Tuesday, July 07, 2026

WWW.WEDNESDAY

WWW. WEDNESDAY asks three questions to prompt you to speak bookishly. To participate, and to see how other book lovers responded, click here

PS I no longer participate in WWW.WEDNESDAY via that link because her blog won't accept Blogger comments. I mention this only to save you the frustration I experienced trying to link up.

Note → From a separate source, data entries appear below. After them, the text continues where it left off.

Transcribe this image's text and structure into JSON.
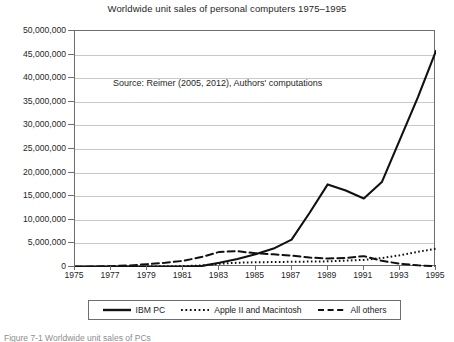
{
  "chart_data": {
    "type": "line",
    "title": "Worldwide unit sales of personal computers 1975–1995",
    "xlabel": "",
    "ylabel": "",
    "annotation": "Source: Reimer (2005, 2012), Authors' computations",
    "grid": true,
    "legend_position": "bottom",
    "xlim": [
      1975,
      1995
    ],
    "ylim": [
      0,
      50000000
    ],
    "x": [
      1975,
      1976,
      1977,
      1978,
      1979,
      1980,
      1981,
      1982,
      1983,
      1984,
      1985,
      1986,
      1987,
      1988,
      1989,
      1990,
      1991,
      1992,
      1993,
      1994,
      1995
    ],
    "xtick_labels": [
      "1975",
      "1977",
      "1979",
      "1981",
      "1983",
      "1985",
      "1987",
      "1989",
      "1991",
      "1993",
      "1995"
    ],
    "xticks": [
      1975,
      1977,
      1979,
      1981,
      1983,
      1985,
      1987,
      1989,
      1991,
      1993,
      1995
    ],
    "yticks": [
      0,
      5000000,
      10000000,
      15000000,
      20000000,
      25000000,
      30000000,
      35000000,
      40000000,
      45000000,
      50000000
    ],
    "ytick_labels": [
      "0",
      "5,000,000",
      "10,000,000",
      "15,000,000",
      "20,000,000",
      "25,000,000",
      "30,000,000",
      "35,000,000",
      "40,000,000",
      "45,000,000",
      "50,000,000"
    ],
    "series": [
      {
        "name": "IBM PC",
        "style": "solid",
        "color": "#111111",
        "values": [
          0,
          0,
          0,
          0,
          0,
          0,
          0,
          200000,
          900000,
          1700000,
          2700000,
          3900000,
          5800000,
          11500000,
          17500000,
          16200000,
          14500000,
          18000000,
          27000000,
          36000000,
          45800000
        ]
      },
      {
        "name": "Apple II and Macintosh",
        "style": "dotted",
        "color": "#111111",
        "values": [
          0,
          0,
          10000,
          40000,
          100000,
          150000,
          200000,
          320000,
          700000,
          900000,
          1000000,
          1050000,
          1100000,
          1150000,
          1200000,
          1350000,
          1500000,
          1900000,
          2500000,
          3200000,
          3900000
        ]
      },
      {
        "name": "All others",
        "style": "dashed",
        "color": "#111111",
        "values": [
          60000,
          90000,
          180000,
          330000,
          600000,
          900000,
          1300000,
          2100000,
          3200000,
          3350000,
          2900000,
          2700000,
          2400000,
          2000000,
          1800000,
          1900000,
          2300000,
          1300000,
          700000,
          350000,
          150000
        ]
      }
    ]
  },
  "legend": {
    "items": [
      {
        "label": "IBM PC",
        "style": "solid"
      },
      {
        "label": "Apple II and Macintosh",
        "style": "dotted"
      },
      {
        "label": "All others",
        "style": "dashed"
      }
    ]
  },
  "figure_caption": "Figure 7-1 Worldwide unit sales of PCs"
}
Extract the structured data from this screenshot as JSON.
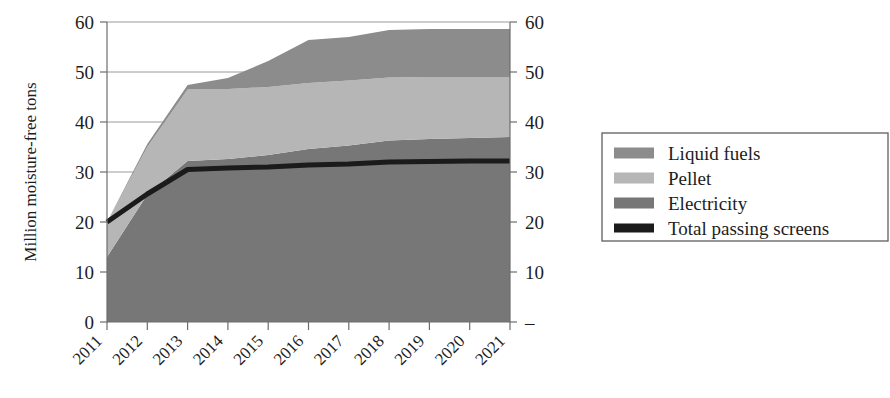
{
  "chart_data": {
    "type": "area",
    "title": "",
    "subtitle": "",
    "xlabel": "",
    "ylabel": "Million moisture-free tons",
    "ylabel_right": "",
    "categories": [
      "2011",
      "2012",
      "2013",
      "2014",
      "2015",
      "2016",
      "2017",
      "2018",
      "2019",
      "2020",
      "2021"
    ],
    "x": [
      2011,
      2012,
      2013,
      2014,
      2015,
      2016,
      2017,
      2018,
      2019,
      2020,
      2021
    ],
    "ylim": [
      0,
      60
    ],
    "yticks": [
      0,
      10,
      20,
      30,
      40,
      50,
      60
    ],
    "ytick_labels_left": [
      "0",
      "10",
      "20",
      "30",
      "40",
      "50",
      "60"
    ],
    "ytick_labels_right": [
      "–",
      "10",
      "20",
      "30",
      "40",
      "50",
      "60"
    ],
    "grid": true,
    "grid_axis": "y",
    "legend_position": "right",
    "stacked": true,
    "stack_order": [
      "Electricity",
      "Pellet",
      "Liquid fuels"
    ],
    "series": [
      {
        "name": "Electricity",
        "color": "#777777",
        "type": "area",
        "values": [
          13.0,
          25.5,
          32.2,
          32.6,
          33.4,
          34.6,
          35.3,
          36.3,
          36.6,
          36.8,
          37.0
        ]
      },
      {
        "name": "Pellet",
        "color": "#b6b6b6",
        "type": "area",
        "values": [
          7.0,
          9.5,
          14.3,
          14.0,
          13.6,
          13.2,
          13.0,
          12.6,
          12.4,
          12.2,
          12.0
        ]
      },
      {
        "name": "Liquid fuels",
        "color": "#8c8c8c",
        "type": "area",
        "values": [
          0.0,
          0.6,
          0.9,
          2.2,
          5.2,
          8.6,
          8.7,
          9.5,
          9.6,
          9.6,
          9.6
        ]
      },
      {
        "name": "Total passing screens",
        "color": "#1b1b1b",
        "type": "line",
        "values": [
          20.0,
          25.6,
          30.5,
          30.8,
          31.0,
          31.4,
          31.6,
          32.0,
          32.1,
          32.2,
          32.2
        ]
      }
    ],
    "cumulative_tops": {
      "electricity": [
        13.0,
        25.5,
        32.2,
        32.6,
        33.4,
        34.6,
        35.3,
        36.3,
        36.6,
        36.8,
        37.0
      ],
      "pellet": [
        20.0,
        35.0,
        46.5,
        46.6,
        47.0,
        47.8,
        48.3,
        48.9,
        49.0,
        49.0,
        49.0
      ],
      "liquid_fuels": [
        20.0,
        35.6,
        47.4,
        48.8,
        52.2,
        56.4,
        57.0,
        58.4,
        58.6,
        58.6,
        58.6
      ]
    }
  },
  "legend": {
    "items": [
      {
        "label": "Liquid fuels",
        "swatch": "#8c8c8c",
        "kind": "area"
      },
      {
        "label": "Pellet",
        "swatch": "#b6b6b6",
        "kind": "area"
      },
      {
        "label": "Electricity",
        "swatch": "#777777",
        "kind": "area"
      },
      {
        "label": "Total passing screens",
        "swatch": "#1b1b1b",
        "kind": "line"
      }
    ]
  },
  "axes": {
    "left": {
      "title": "Million moisture-free tons",
      "ticks": [
        "60",
        "50",
        "40",
        "30",
        "20",
        "10",
        "0"
      ]
    },
    "right": {
      "ticks": [
        "60",
        "50",
        "40",
        "30",
        "20",
        "10",
        "–"
      ]
    },
    "bottom": {
      "ticks": [
        "2011",
        "2012",
        "2013",
        "2014",
        "2015",
        "2016",
        "2017",
        "2018",
        "2019",
        "2020",
        "2021"
      ]
    }
  },
  "colors": {
    "liquid_fuels": "#8c8c8c",
    "pellet": "#b6b6b6",
    "electricity": "#777777",
    "total_line": "#1b1b1b",
    "axis": "#6d6d6d",
    "grid": "#8f8f8f",
    "background": "#ffffff"
  }
}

1. What are you currently reading? Harlow in Hollywood by Darrell Rooney and Mark A. Viera. I've recently discovered Jean Harlow, the original platinum blonde, the bombshell who paved the way for Marilyn and Madonna. 

 

Marilyn is better known than Harlow and superficially they had a lot in common. They each personified sex and glamor for their era. Dyed blonde hair and provocative clothes. Teenage marriages that were best forgotten. Lots of scandal and pearl clutching in their personal lives, balanced with tremendous charm and humor onscreen. But here's where they differ: Marilyn dealt in fragility, Jean was a tough dame. The "Material Girl" video aside, Madonna has patterned her persona more on Harlow than Marilyn. Unlike Marilyn, Madonna has never been anyone's idea of a naive waif.

 

So how did Harlean Carpenter become Jean Harlow, the icon whose influence is still felt today, almost 90 years after her death?  That's what Rooney and Viera promise to tell me. So far, book seems less like a recitation of facts about her life and more about placing her life in context of 1930s Hollywood and America.

 

2. What did you recently finish reading?  Trail of the Spellmans by Lisa Lutz. Isabel Spellman is the oldest daughter in a ridiculously dysfunctional family of private investigators. Izzy drinks too much, watches too much TV and never ceases to disappoint her parents. Yet she is actually quite competent at her job. She's also a very good, very funny narrator.

 

I've been rereading this delightful series in order. I enjoy each volume individually but I especially enjoyed this one because of how the characters have evolved. Izzy has become (gulp!) introspective. Baby sister Rae has left the nest and headed off to college. Oldest brother David has gone from sartorially splendid attorney to stay-at-home dad. "The unit," as the three Spellman kids refer to their parents, are adjusting to an empty(-ish) nest and preparing for retirement.

 

I enjoyed this warm, funny and bittersweet book so much I almost reached for the next one in the series. But that next one is also the last one, and I'm not ready to say goodbye to the Spellman clan yet. 

3. What will you read next? I don't know.